One Thing shows one piece of text in your menu bar. You type in whatever your main task is right now — "finish the brief," "call back Sarah," "do not open Twitter" — and it sits there, visible in every app, surviving every Cmd-Tab.

It is the opposite of a task manager. No lists, no due dates, no projects, no sync. Just the one thing. The philosophy is that you already know everything you need to do — the problem is keeping the single most important item visible while everything else is competing for attention.

Best for
People who sit down to work, open three different things "quickly," and look up an hour later having done none of what they planned. This is a gentle, always-visible reminder that survives context switching.
Not great if
You need an actual task manager. One Thing is explicitly not that.
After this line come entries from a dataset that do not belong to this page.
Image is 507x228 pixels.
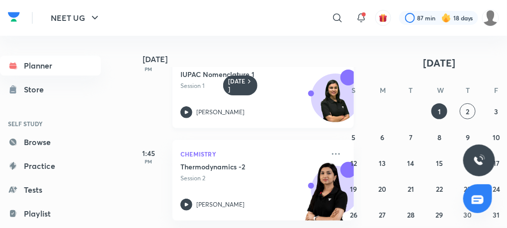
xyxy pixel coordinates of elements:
[437,86,444,95] abbr: Wednesday
[460,129,476,145] button: October 9, 2025
[352,86,356,95] abbr: Sunday
[408,184,414,194] abbr: October 21, 2025
[129,159,169,165] p: PM
[493,159,500,168] abbr: October 17, 2025
[8,9,20,27] a: Company Logo
[432,181,448,197] button: October 22, 2025
[442,13,452,23] img: streak
[351,159,357,168] abbr: October 12, 2025
[432,129,448,145] button: October 8, 2025
[403,207,419,223] button: October 28, 2025
[489,103,505,119] button: October 3, 2025
[129,148,169,159] h5: 1:45
[464,210,472,220] abbr: October 30, 2025
[493,210,500,220] abbr: October 31, 2025
[460,155,476,171] button: October 16, 2025
[466,107,470,116] abbr: October 2, 2025
[464,159,471,168] abbr: October 16, 2025
[403,129,419,145] button: October 7, 2025
[460,207,476,223] button: October 30, 2025
[424,56,456,70] span: [DATE]
[374,155,390,171] button: October 13, 2025
[460,103,476,119] button: October 2, 2025
[346,129,362,145] button: October 5, 2025
[493,133,500,142] abbr: October 10, 2025
[460,181,476,197] button: October 23, 2025
[432,207,448,223] button: October 29, 2025
[489,207,505,223] button: October 31, 2025
[379,13,388,22] img: avatar
[143,55,364,63] h4: [DATE]
[436,210,443,220] abbr: October 29, 2025
[350,210,358,220] abbr: October 26, 2025
[378,184,386,194] abbr: October 20, 2025
[380,133,384,142] abbr: October 6, 2025
[495,86,499,95] abbr: Friday
[351,184,358,194] abbr: October 19, 2025
[181,70,304,80] h5: IUPAC Nomenclature 1
[379,159,386,168] abbr: October 13, 2025
[403,181,419,197] button: October 21, 2025
[438,107,441,116] abbr: October 1, 2025
[408,159,415,168] abbr: October 14, 2025
[181,82,324,91] p: Session 1
[403,155,419,171] button: October 14, 2025
[436,159,443,168] abbr: October 15, 2025
[375,10,391,26] button: avatar
[436,184,443,194] abbr: October 22, 2025
[196,108,245,117] p: [PERSON_NAME]
[432,155,448,171] button: October 15, 2025
[438,133,442,142] abbr: October 8, 2025
[409,133,413,142] abbr: October 7, 2025
[473,155,485,167] img: ttu
[374,129,390,145] button: October 6, 2025
[346,181,362,197] button: October 19, 2025
[346,207,362,223] button: October 26, 2025
[466,133,470,142] abbr: October 9, 2025
[489,155,505,171] button: October 17, 2025
[45,8,107,28] button: NEET UG
[24,84,50,95] div: Store
[493,184,500,194] abbr: October 24, 2025
[129,66,169,72] p: PM
[409,86,413,95] abbr: Tuesday
[374,181,390,197] button: October 20, 2025
[8,9,20,24] img: Company Logo
[489,181,505,197] button: October 24, 2025
[374,207,390,223] button: October 27, 2025
[495,107,499,116] abbr: October 3, 2025
[196,200,245,209] p: [PERSON_NAME]
[228,78,246,93] h6: [DATE]
[181,174,324,183] p: Session 2
[482,9,499,26] img: VAISHNAVI DWIVEDI
[407,210,415,220] abbr: October 28, 2025
[379,210,386,220] abbr: October 27, 2025
[346,155,362,171] button: October 12, 2025
[432,103,448,119] button: October 1, 2025
[312,79,360,127] img: Avatar
[181,148,324,160] p: Chemistry
[489,129,505,145] button: October 10, 2025
[464,184,472,194] abbr: October 23, 2025
[181,162,304,172] h5: Thermodynamics -2
[466,86,470,95] abbr: Thursday
[352,133,356,142] abbr: October 5, 2025
[380,86,386,95] abbr: Monday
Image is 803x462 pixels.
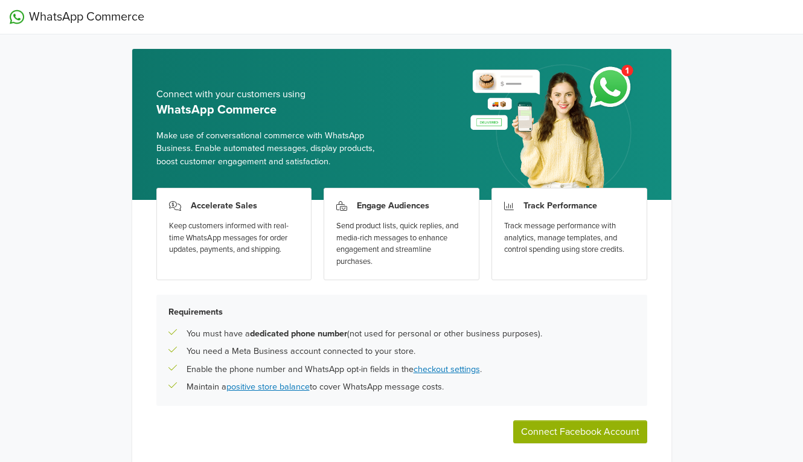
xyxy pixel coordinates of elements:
[10,10,24,24] img: WhatsApp
[169,220,299,256] div: Keep customers informed with real-time WhatsApp messages for order updates, payments, and shipping.
[336,220,467,267] div: Send product lists, quick replies, and media-rich messages to enhance engagement and streamline p...
[156,129,392,168] span: Make use of conversational commerce with WhatsApp Business. Enable automated messages, display pr...
[513,420,647,443] button: Connect Facebook Account
[523,200,597,211] h3: Track Performance
[460,57,646,200] img: whatsapp_setup_banner
[191,200,257,211] h3: Accelerate Sales
[156,89,392,100] h5: Connect with your customers using
[29,8,144,26] span: WhatsApp Commerce
[226,381,310,392] a: positive store balance
[187,345,415,358] p: You need a Meta Business account connected to your store.
[357,200,429,211] h3: Engage Audiences
[168,307,635,317] h5: Requirements
[250,328,347,339] b: dedicated phone number
[413,364,480,374] a: checkout settings
[187,380,444,394] p: Maintain a to cover WhatsApp message costs.
[187,363,482,376] p: Enable the phone number and WhatsApp opt-in fields in the .
[156,103,392,117] h5: WhatsApp Commerce
[187,327,542,340] p: You must have a (not used for personal or other business purposes).
[504,220,634,256] div: Track message performance with analytics, manage templates, and control spending using store cred...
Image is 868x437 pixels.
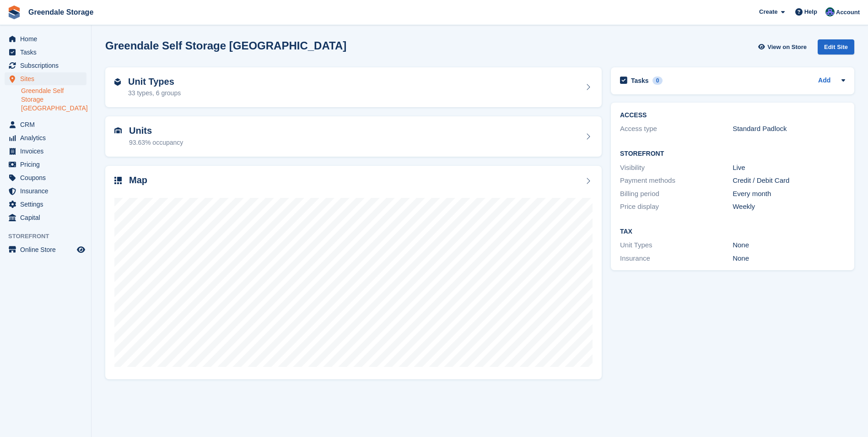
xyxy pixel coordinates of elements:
span: Storefront [8,231,91,241]
span: Account [836,7,860,17]
span: Online Store [20,243,75,256]
div: Insurance [620,253,733,264]
div: None [733,240,845,251]
a: Preview store [76,244,87,255]
h2: Tax [620,228,845,235]
div: Access type [620,124,733,134]
img: map-icn-33ee37083ee616e46c38cad1a60f524a97daa1e2b2c8c0bc3eb3415660979fc1.svg [114,177,122,184]
div: Every month [733,188,845,200]
a: menu [4,243,87,256]
a: Add [818,76,831,86]
span: Insurance [20,185,75,197]
div: None [733,253,845,264]
div: Live [733,162,845,173]
a: menu [4,171,87,184]
a: menu [4,185,87,197]
h2: Storefront [620,151,845,157]
div: Visibility [620,162,733,173]
a: Map [105,166,602,380]
div: Price display [620,202,733,212]
span: Capital [20,211,75,224]
span: Invoices [20,145,75,157]
div: Billing period [620,188,733,200]
span: Help [804,7,818,16]
a: menu [4,131,87,144]
div: Unit Types [620,240,733,251]
span: Coupons [20,171,75,184]
span: CRM [20,118,75,131]
span: Create [759,7,778,16]
a: menu [4,158,87,171]
div: Credit / Debit Card [733,175,845,186]
img: unit-type-icn-2b2737a686de81e16bb02015468b77c625bbabd49415b5ef34ead5e3b44a266d.svg [114,79,121,85]
img: stora-icon-8386f47178a22dfd0bd8f6a31ec36ba5ce8667c1dd55bd0f319d3a0aa187defe.svg [7,5,21,19]
div: Edit Site [818,39,855,54]
div: Standard Padlock [733,124,845,134]
span: View on Store [767,42,807,52]
img: unit-icn-7be61d7bf1b0ce9d3e12c5938cc71ed9869f7b940bace4675aadf7bd6d80202e.svg [114,128,122,134]
a: Unit Types 33 types, 6 groups [105,68,602,108]
h2: Map [129,175,148,185]
a: Edit Site [818,39,855,58]
h2: Unit Types [128,76,181,87]
a: menu [4,198,87,211]
a: menu [4,46,87,59]
div: Payment methods [620,175,733,186]
span: Subscriptions [20,59,75,72]
a: View on Store [757,39,811,54]
a: Units 93.63% occupancy [105,116,602,157]
a: menu [4,145,87,157]
h2: Tasks [631,76,649,85]
a: menu [4,211,87,224]
a: menu [4,59,87,72]
a: Greendale Self Storage [GEOGRAPHIC_DATA] [21,87,87,113]
a: menu [4,33,87,45]
span: Sites [20,73,75,85]
span: Tasks [20,46,75,59]
h2: ACCESS [620,112,845,119]
a: Greendale Storage [24,4,97,20]
h2: Units [129,125,183,136]
div: Weekly [733,202,845,212]
img: Richard Harrison [826,7,835,16]
span: Analytics [20,131,75,144]
span: Pricing [20,158,75,171]
a: menu [4,73,87,85]
h2: Greendale Self Storage [GEOGRAPHIC_DATA] [105,39,346,52]
span: Home [20,33,75,45]
span: Settings [20,198,75,211]
a: menu [4,118,87,131]
div: 0 [652,76,663,85]
div: 93.63% occupancy [129,138,183,148]
div: 33 types, 6 groups [128,88,181,98]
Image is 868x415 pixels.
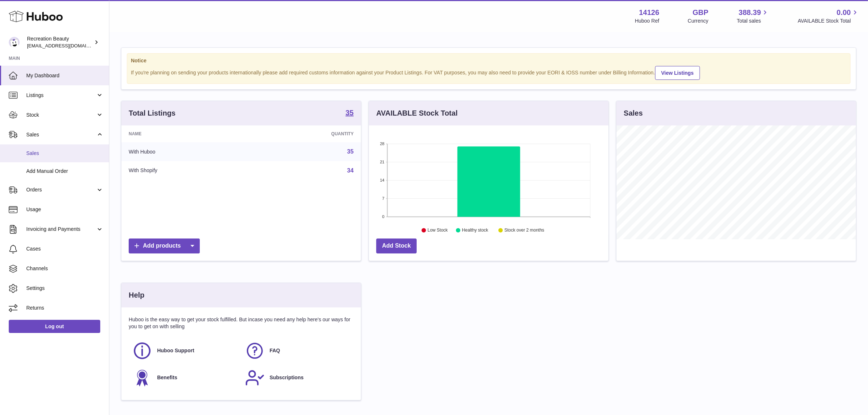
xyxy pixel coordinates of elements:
[380,178,384,183] text: 14
[26,168,104,174] span: Add Manual Order
[245,368,350,388] a: Subscriptions
[798,7,859,24] a: 0.00 AVAILABLE Stock Total
[346,109,354,116] strong: 35
[26,131,96,139] span: Sales
[347,168,354,173] a: 34
[131,57,846,65] strong: Notice
[346,109,354,118] a: 35
[737,7,769,24] a: 388.39 Total sales
[639,7,659,18] strong: 14126
[693,7,708,18] strong: GBP
[26,111,96,119] span: Stock
[26,265,104,272] span: Channels
[739,7,760,18] span: 388.39
[428,228,448,233] text: Low Stock
[26,285,104,291] span: Settings
[688,18,709,24] div: Currency
[382,215,384,219] text: 0
[128,239,199,254] a: Add products
[122,161,250,180] td: With Shopify
[128,109,176,118] h3: Total Listings
[347,148,354,155] a: 35
[26,92,96,98] span: Listings
[376,109,458,118] h3: AVAILABLE Stock Total
[128,290,144,300] h3: Help
[132,368,238,388] a: Benefits
[250,126,360,142] th: Quantity
[505,228,544,233] text: Stock over 2 months
[122,142,250,161] td: With Huboo
[27,43,107,49] span: [EMAIL_ADDRESS][DOMAIN_NAME]
[655,66,699,80] a: View Listings
[26,150,104,156] span: Sales
[26,206,104,213] span: Usage
[624,109,642,118] h3: Sales
[157,374,177,381] span: Benefits
[26,186,96,193] span: Orders
[132,341,238,361] a: Huboo Support
[26,245,104,252] span: Cases
[380,159,384,164] text: 21
[157,348,194,354] span: Huboo Support
[8,37,20,48] img: internalAdmin-14126@internal.huboo.com
[26,72,104,79] span: My Dashboard
[27,36,93,50] div: Recreation Beauty
[131,65,846,80] div: If you're planning on sending your products internationally please add required customs informati...
[635,18,659,24] div: Huboo Ref
[462,228,489,233] text: Healthy stock
[26,226,96,232] span: Invoicing and Payments
[8,319,100,333] a: Log out
[382,196,384,200] text: 7
[128,316,354,330] p: Huboo is the easy way to get your stock fulfilled. But incase you need any help here's our ways f...
[122,126,250,142] th: Name
[270,348,280,354] span: FAQ
[798,18,859,24] span: AVAILABLE Stock Total
[270,374,303,381] span: Subscriptions
[836,7,851,18] span: 0.00
[376,239,417,254] a: Add Stock
[380,141,384,146] text: 28
[245,341,350,361] a: FAQ
[737,18,769,24] span: Total sales
[26,304,104,311] span: Returns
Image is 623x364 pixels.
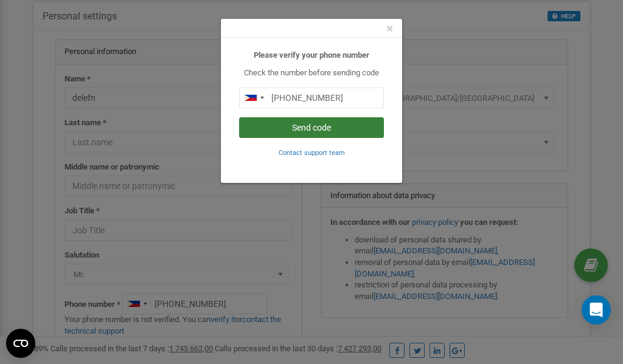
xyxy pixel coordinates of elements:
div: Open Intercom Messenger [581,296,611,325]
p: Check the number before sending code [239,68,384,79]
b: Please verify your phone number [254,50,369,60]
span: × [386,21,393,36]
button: Close [386,23,393,35]
button: Send code [239,117,384,138]
a: Contact support team [279,148,345,157]
input: 0905 123 4567 [239,88,384,108]
small: Contact support team [279,149,345,157]
div: Telephone country code [240,88,268,108]
button: Open CMP widget [6,329,35,358]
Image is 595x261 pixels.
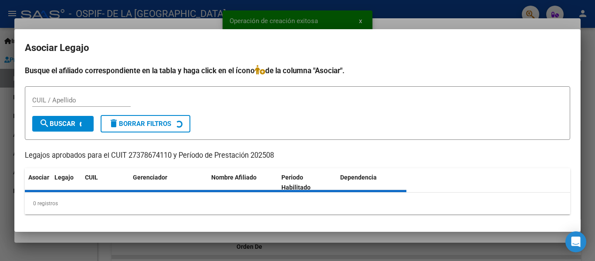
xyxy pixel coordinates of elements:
span: Buscar [39,120,75,128]
datatable-header-cell: Asociar [25,168,51,197]
span: Borrar Filtros [109,120,171,128]
button: Buscar [32,116,94,132]
h4: Busque el afiliado correspondiente en la tabla y haga click en el ícono de la columna "Asociar". [25,65,570,76]
span: Gerenciador [133,174,167,181]
span: Asociar [28,174,49,181]
span: Periodo Habilitado [282,174,311,191]
h2: Asociar Legajo [25,40,570,56]
p: Legajos aprobados para el CUIT 27378674110 y Período de Prestación 202508 [25,150,570,161]
datatable-header-cell: CUIL [81,168,129,197]
button: Borrar Filtros [101,115,190,132]
datatable-header-cell: Periodo Habilitado [278,168,337,197]
datatable-header-cell: Gerenciador [129,168,208,197]
span: CUIL [85,174,98,181]
datatable-header-cell: Dependencia [337,168,407,197]
mat-icon: search [39,118,50,129]
span: Legajo [54,174,74,181]
span: Nombre Afiliado [211,174,257,181]
div: Open Intercom Messenger [566,231,587,252]
datatable-header-cell: Nombre Afiliado [208,168,278,197]
datatable-header-cell: Legajo [51,168,81,197]
mat-icon: delete [109,118,119,129]
span: Dependencia [340,174,377,181]
div: 0 registros [25,193,570,214]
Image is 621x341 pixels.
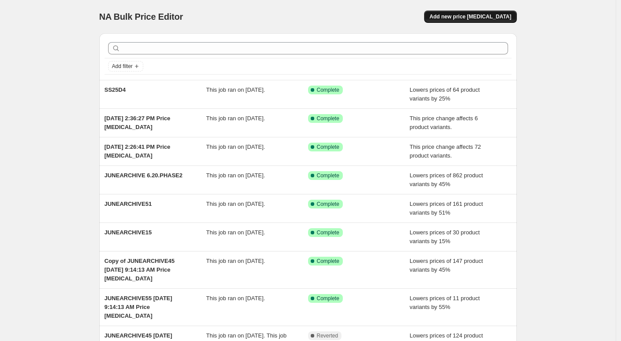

It does not capture tasks, schedule them, or remind you of them later. For a full list manager, look elsewhere — this only handles the one thing in front of you right now.
Visit sindresorhus.com/one-thing

Frequently asked questions

Are these small Mac apps safe to install?

Yes. All six apps are from known independent developers or available on the Mac App Store. HazeOver needs Screen Recording permission to see which window is active. Paw-Paw needs Accessibility permission to detect keystrokes — it processes everything locally, nothing leaves the device.

Will these tiny Mac utilities slow down my Mac?

None should cause a noticeable performance impact. Paw-Paw, Lungo, and One Thing idle near zero CPU. Klack and HazeOver run tiny background processes that only activate on input or window events. Single-purpose tools built to stay lightweight is the whole premise.

Which of these are free?

Paw-Paw, Lungo, One Thing, and Hand Mirror are free (Hand Mirror has optional in-app purchases for extra features). Klack and HazeOver each cost around $5, or come included with a Setapp subscription.

What is the best tiny Mac app just for fun?

Paw-Paw if you want something alive that reacts to your typing — the fun is immediate and ongoing. Klack if you want every keystroke to feel more satisfying. They are complementary: one you see, one you hear.

Is there a category name for these kinds of apps?

The Mac community usually calls them "menu bar apps" or "menu bar utilities," though not all of them live in the menu bar. The broader culture around small, focused Mac tools is covered in our piece on why Mac users love tiny utilities.

Paw-Paw is free.

Native macOS, reacts to every keystroke. No paywalls, no accounts, no ads. Just a small animal who believes in you.